Isabel was nervous about going back to school. She fretted all summer, remembering that last year when she walked into the classroom, some of the girls snickered at her new dress that Mama had made especially for this occasion. She overheard Arlene Mason whisper to the other girls, “Isabel’s dress is made from the same fabric as Mother’s kitchen curtains. Wouldn’t that make her a Window?”
Isabel took a deep breath and smoothed the invisible wrinkles
in her new dress before entering the classroom. She felt several
pairs of critical eyes surveying her and wished she had not let
Mama french braid her hair after all. “My hair is all wrong. I
really look like a farm girl,” she whispered to Eugene, who pushed
her through the threshold and into the room.
“Good morning, Isabel. Don’t you look nice this morning,”
Sally Anne said. She waved at Isabel to sit in the desk next to her.
Isabel felt grateful for the compliment and sat
with uncertainty as Arlene Mason gave her a look that could have
frozen an erupting volcano. The cold stare played havoc with
Isabel’s nerves, and she seemed to drop everything she touched.

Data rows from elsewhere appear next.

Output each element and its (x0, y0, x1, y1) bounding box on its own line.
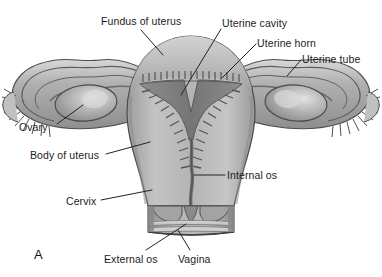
label-cervix: Cervix (66, 196, 96, 207)
label-uterine-cavity: Uterine cavity (222, 18, 287, 29)
label-vagina: Vagina (178, 254, 211, 265)
label-external-os: External os (104, 254, 158, 265)
panel-letter: A (34, 248, 43, 261)
label-internal-os: Internal os (227, 170, 277, 181)
uterus-diagram-artwork (0, 0, 382, 277)
cervix-and-vagina (148, 206, 234, 235)
anatomy-figure: Fundus of uterus Uterine cavity Uterine … (0, 0, 382, 277)
label-fundus-of-uterus: Fundus of uterus (101, 16, 181, 27)
label-ovary: Ovary (19, 122, 48, 133)
label-body-of-uterus: Body of uterus (30, 150, 99, 161)
label-uterine-horn: Uterine horn (257, 38, 316, 49)
label-uterine-tube: Uterine tube (302, 54, 360, 65)
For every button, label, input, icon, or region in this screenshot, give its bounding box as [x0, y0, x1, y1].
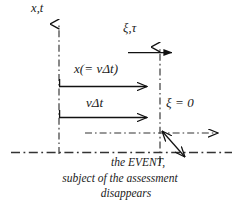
displacement-label-lower: vΔt: [86, 96, 103, 109]
displacement-label-upper: x(= vΔt): [74, 62, 118, 75]
figure-caption: the EVENT, subject of the assessment dis…: [0, 155, 240, 202]
caption-line-1: the EVENT,: [0, 155, 240, 171]
axis-label-xt: x,t: [31, 2, 43, 15]
axis-label-xi-tau: ξ,τ: [123, 22, 136, 35]
displacement-arrow-lower: [59, 110, 147, 118]
caption-line-3: disappears: [0, 186, 240, 202]
caption-line-2: subject of the assessment: [0, 171, 240, 187]
displacement-arrow-upper: [59, 79, 147, 87]
xi-equals-zero-label: ξ = 0: [166, 96, 194, 109]
physics-spacetime-diagram: x,t ξ,τ x(= vΔt) vΔt ξ = 0 the EVENT, su…: [0, 0, 240, 220]
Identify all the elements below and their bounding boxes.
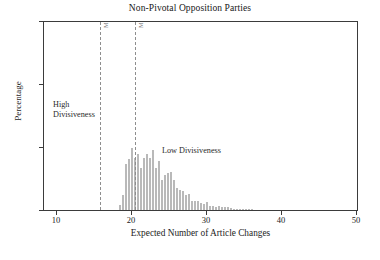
chart-title: Non-Pivotal Opposition Parties	[0, 3, 380, 13]
median-line-low	[135, 22, 136, 210]
high-divisiveness-annotation: High Divisiveness	[53, 100, 95, 120]
median-line-high	[100, 22, 101, 210]
x-axis-label: Expected Number of Article Changes	[43, 228, 358, 238]
y-axis-label: Percentage	[13, 61, 23, 141]
high-divisiveness-line1: High	[53, 100, 95, 110]
x-tick-label-20: 20	[116, 215, 146, 225]
x-tick-label-30: 30	[191, 215, 221, 225]
chart-figure: Non-Pivotal Opposition Parties 15 10 5 0…	[0, 0, 380, 260]
x-tick-label-10: 10	[41, 215, 71, 225]
x-tick-label-40: 40	[266, 215, 296, 225]
high-divisiveness-line2: Divisiveness	[53, 110, 95, 120]
x-tick-label-50: 50	[341, 215, 371, 225]
low-divisiveness-annotation: Low Divisiveness	[162, 146, 221, 156]
histogram-bar	[251, 209, 253, 210]
median-label-high: Median	[102, 21, 109, 28]
median-label-low: Median	[137, 21, 144, 28]
plot-area: Median Median High Divisiveness Low Divi…	[43, 21, 358, 211]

Isabel sat down beside Sally Anne and carefully laid her slate,
her lunch pail and her pencil box on the desk.
Her new carved pencil box opened and dumped pencils all over
the floor while Miss Catron was talking. When the textbooks were
passed out, the history book, which seemed to have a mind of its
own , jumped out of her arms and landed on the floor with a loud
thud, making everyone in the room jump and then giggle.
That is, everyone except Isabel, who merely wished for the floor to open
up and swallow her so she could sprint home, where she did not
have to worry about what other people thought. Isabel reached
down to pick up her book, but someone else had beaten her to it.
Ernie Mason picked up the history book, wiped it off, and
smiled before returning the book to Isabel. She was not sure,
but it almost looked like he winked at her…almost, or was just
it just her imagination?
“Isabel, Ernie Mason just winked at you,” Sally Anne
whispered from across the aisle. “I thought he liked you last
year, and now I know it.”
“Who, me?” Isabel said. “Nobody likes me.”
“Oh, yes they do, Isabel,” Sally Anne said. She watched the
teacher, who was gathering information from a new student.
“Everybody likes you; only you just don’t know it.”
Isabel turned her attention to the teacher, but her thoughts
kept returning to Sally Anne’s remark. Could it be true? Had
she misjudged her classmates because one or two were unkind?
She determined to talk it over with Mama later.
Isabel pulled her lunch pail out of her desk at lunchtime and
ran to greet the rest of her siblings under the oak tree for lunch.
As she sat down on the ground, she saw Sally Anne eating and
laughing with Arlene Mason and two of the most stuck up girls
in school. “Rich girls stick together,” she said as storm clouds
passed by overhead.
How about you? Have you been nervous about your first day of school? Even in 1924, children faced bullies and cliques in school. They are everywhere but things are not always as they seem. Later in The Vision of a Mother’s Heart, Isabel learns that some of the children she had dreaded to face when school started had problems she couldn’t have imagined. Perhaps some children act superior to other children because they feel inferior and act that way to feel better about themselves. With help from her Mother, Isabel learned to be kind and forgiving. She would never have to worry about bullies again because she knew the secret. They’re afraid too.
“And be ye kind one to another, tenderhearted, forgiving one another, even as God for Christ’s sake hath forgiven you.”